Political leaders, both close to home and far away, still spout the rhetoric of economic growth, anti-immigration and militarism, when in fact it actually means death, loss and destruction at personal and planetary levels. They don’t provide evidence for their arguments, but their policies persist. Why? Because they work – not for the majority, but for the wealthiest few.

Perhaps, though, the big question is how can policies and politics which are repeatedly shown only to benefit a tiny minority and make the gap between rich and poor ever larger, actually work? The truth is that they have done so now for a long time. We have heard these slogans before. Donald Trump’s ‘Make America Great Again’ is no more than a rerun of Ronald Reagan’s 1980s rhetoric. Are we really all turkeys voting for Christmas?

Sadly, this question seems to be much easier to ask than to answer. It’s a question, though, that I seek to address in my forthcoming book, The Antidote. There has now been more than half a century of neoliberalism – from Pinochet’s Chile to Thatcher’s Britain. It can be summed up as the freeing of the market and the marginalisation of state intervention to support people’s human, civil and social rights. This is hardly a blip, although some political and social policy commentators do still seem to act as though it were, offering the same old prescriptions for intervention which repeatedly fail at the ballot box. They seem unaware that the people in the US who will most suffer from Trump’s reforms are those who will most likely vote for them.

The welfare state: A shadow of its former self

Voters in the UK will probably have to be in their eighties to remember the progressive post-war welfare state. Now it is a much more reactionary and controlling institution, as we saw at the beginning of this discussion – more to do with rationing than supporting. It’s now associated with regressive taxation, social control, stigma, marginalisation and, sadly, social policies like social care, education, planning, and housing which tend to challenge UN conventions for the rights of children, disabled people and poor people, rather than advance and support their agenda and implementation.

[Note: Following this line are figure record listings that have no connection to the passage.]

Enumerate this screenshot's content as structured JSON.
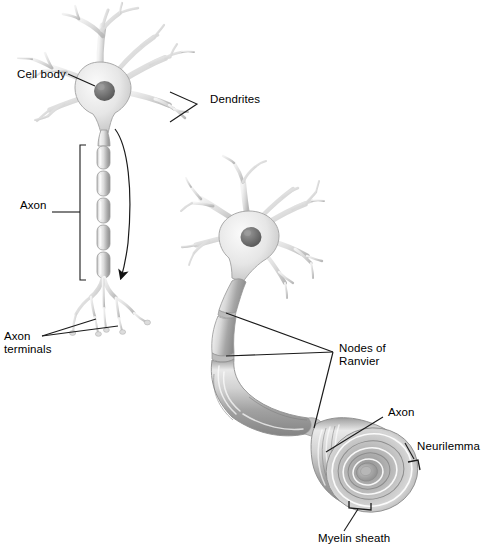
{
  "figure": {
    "type": "biological-illustration",
    "background_color": "#ffffff",
    "ink_color": "#000000",
    "palette": {
      "cell_light": "#f0f0f0",
      "cell_mid": "#d5d5d5",
      "cell_shade": "#b4b4b4",
      "cell_dark": "#8f8f8f",
      "nucleus": "#6e6e6e",
      "outline": "#8a8a8a",
      "myelin_light": "#ededed",
      "myelin_mid": "#c8c8c8",
      "myelin_dark": "#9a9a9a"
    }
  },
  "labels": {
    "cell_body": "Cell body",
    "dendrites": "Dendrites",
    "axon_left": "Axon",
    "axon_terminals": "Axon\nterminals",
    "nodes_of_ranvier": "Nodes of\nRanvier",
    "axon_right": "Axon",
    "neurilemma": "Neurilemma",
    "myelin_sheath": "Myelin sheath"
  },
  "neurons": [
    {
      "name": "unmyelinated-schematic-neuron",
      "position": "upper-left",
      "parts": [
        "dendrites",
        "cell body",
        "nucleus",
        "axon",
        "axon terminals"
      ],
      "impulse_arrow": "downward along axon"
    },
    {
      "name": "myelinated-neuron",
      "position": "right",
      "parts": [
        "dendrites",
        "cell body",
        "nucleus",
        "myelinated axon",
        "nodes of Ranvier",
        "cut-away myelin sheath",
        "neurilemma"
      ],
      "node_count": 3
    }
  ]
}
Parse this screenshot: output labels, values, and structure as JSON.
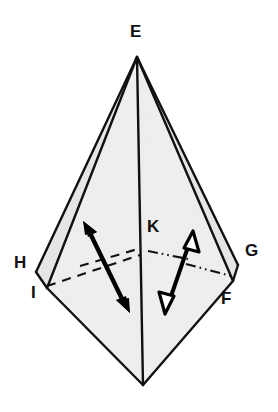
{
  "figure": {
    "kind": "geometry-diagram",
    "canvas": {
      "width": 278,
      "height": 412
    },
    "colors": {
      "background": "#ffffff",
      "stroke": "#111111",
      "face_fill": "#f1f1f1",
      "face_fill_dark": "#e6e6e6",
      "label": "#111111",
      "arrow": "#000000"
    },
    "labels": [
      {
        "id": "E",
        "text": "E",
        "x": 137,
        "y": 23,
        "anchor": "middle"
      },
      {
        "id": "H",
        "text": "H",
        "x": 18,
        "y": 255,
        "anchor": "start"
      },
      {
        "id": "I",
        "text": "I",
        "x": 33,
        "y": 286,
        "anchor": "start"
      },
      {
        "id": "K",
        "text": "K",
        "x": 148,
        "y": 219,
        "anchor": "start"
      },
      {
        "id": "G",
        "text": "G",
        "x": 246,
        "y": 243,
        "anchor": "start"
      },
      {
        "id": "F",
        "text": "F",
        "x": 221,
        "y": 292,
        "anchor": "start"
      }
    ],
    "vertices": [
      {
        "id": "E",
        "x": 137,
        "y": 57
      },
      {
        "id": "H",
        "x": 36,
        "y": 272
      },
      {
        "id": "I",
        "x": 47,
        "y": 288
      },
      {
        "id": "K",
        "x": 143,
        "y": 252
      },
      {
        "id": "G",
        "x": 238,
        "y": 265
      },
      {
        "id": "F",
        "x": 233,
        "y": 281
      },
      {
        "id": "J",
        "x": 143,
        "y": 385
      }
    ],
    "solid_edges": [
      {
        "from": "E",
        "to": "H"
      },
      {
        "from": "E",
        "to": "I"
      },
      {
        "from": "E",
        "to": "G"
      },
      {
        "from": "E",
        "to": "F"
      },
      {
        "from": "E",
        "to": "J"
      },
      {
        "from": "H",
        "to": "I"
      },
      {
        "from": "G",
        "to": "F"
      },
      {
        "from": "I",
        "to": "J"
      },
      {
        "from": "F",
        "to": "J"
      },
      {
        "from": "I",
        "to": "K"
      },
      {
        "from": "F",
        "to": "K"
      }
    ],
    "hidden_edges": [
      {
        "from": "I",
        "to": "K",
        "style": "dashed"
      },
      {
        "from": "H",
        "to": "K",
        "style": "dashed"
      },
      {
        "from": "K",
        "to": "G",
        "style": "dash-dot-dot"
      },
      {
        "from": "K",
        "to": "F",
        "style": "dash-dot-dot"
      }
    ],
    "arrows": [
      {
        "id": "left-double-arrow",
        "head_style": "filled",
        "from": {
          "x": 128,
          "y": 312
        },
        "to": {
          "x": 83,
          "y": 221
        },
        "double_headed": true
      },
      {
        "id": "right-double-arrow",
        "head_style": "hollow",
        "from": {
          "x": 165,
          "y": 313
        },
        "to": {
          "x": 193,
          "y": 231
        },
        "double_headed": true
      }
    ]
  }
}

With the exception of the NHS – which is itself now being hollowed out by privatisation – public services and state intervention don’t seem to serve as effective rallying calls for the electorate. They have been systematically undermined, making it easier to justify further cuts and restrictions.

A new path forward

Clearly what’s needed is another approach with, at its heart, a regard for inclusion and diversity, and participation by groups that have been more and more marginalised by dominant neoliberal politics.

Such potential engagement offers personal and political hope for the future, to replace the old top-down prescriptions and so-called expert solutions, which play into the hands of the populist right, rather than giving us the means of effectively challenging the status quo.

Here lies hope for humans in all our diversity, for world peace and for the planet – the only home we have.

Peter Beresford OBE is Visiting Professor at the University of East Anglia, Co-Chair of Shaping Our Lives, the national disabled people’s organisation and has long term lived experience of welfare benefits and mental health services. He is also an Emeritus Professor at Brunel University London the University of Essex and an Honorary Professor at Edge Hill University.

Part of our Poverty, Inequality and Social Justice and Equity, Diversity and Inclusion focused Global Social Challenges publishing programme, The Antidote by Peter Beresford responds to No Poverty, Reduced Inequalities, Zero Hunger and Gender Equality SDGs. 

 

 

 

 

 

Explore more Global Social Challenges themes on Transforming Society, browse our Global Social Challenges e-resources and read the latest articles in our open-access Global Social Challenges Journal.

The Antidote by Peter Beresford is available on the Bristol University Press website. Pre-order here for £19.99.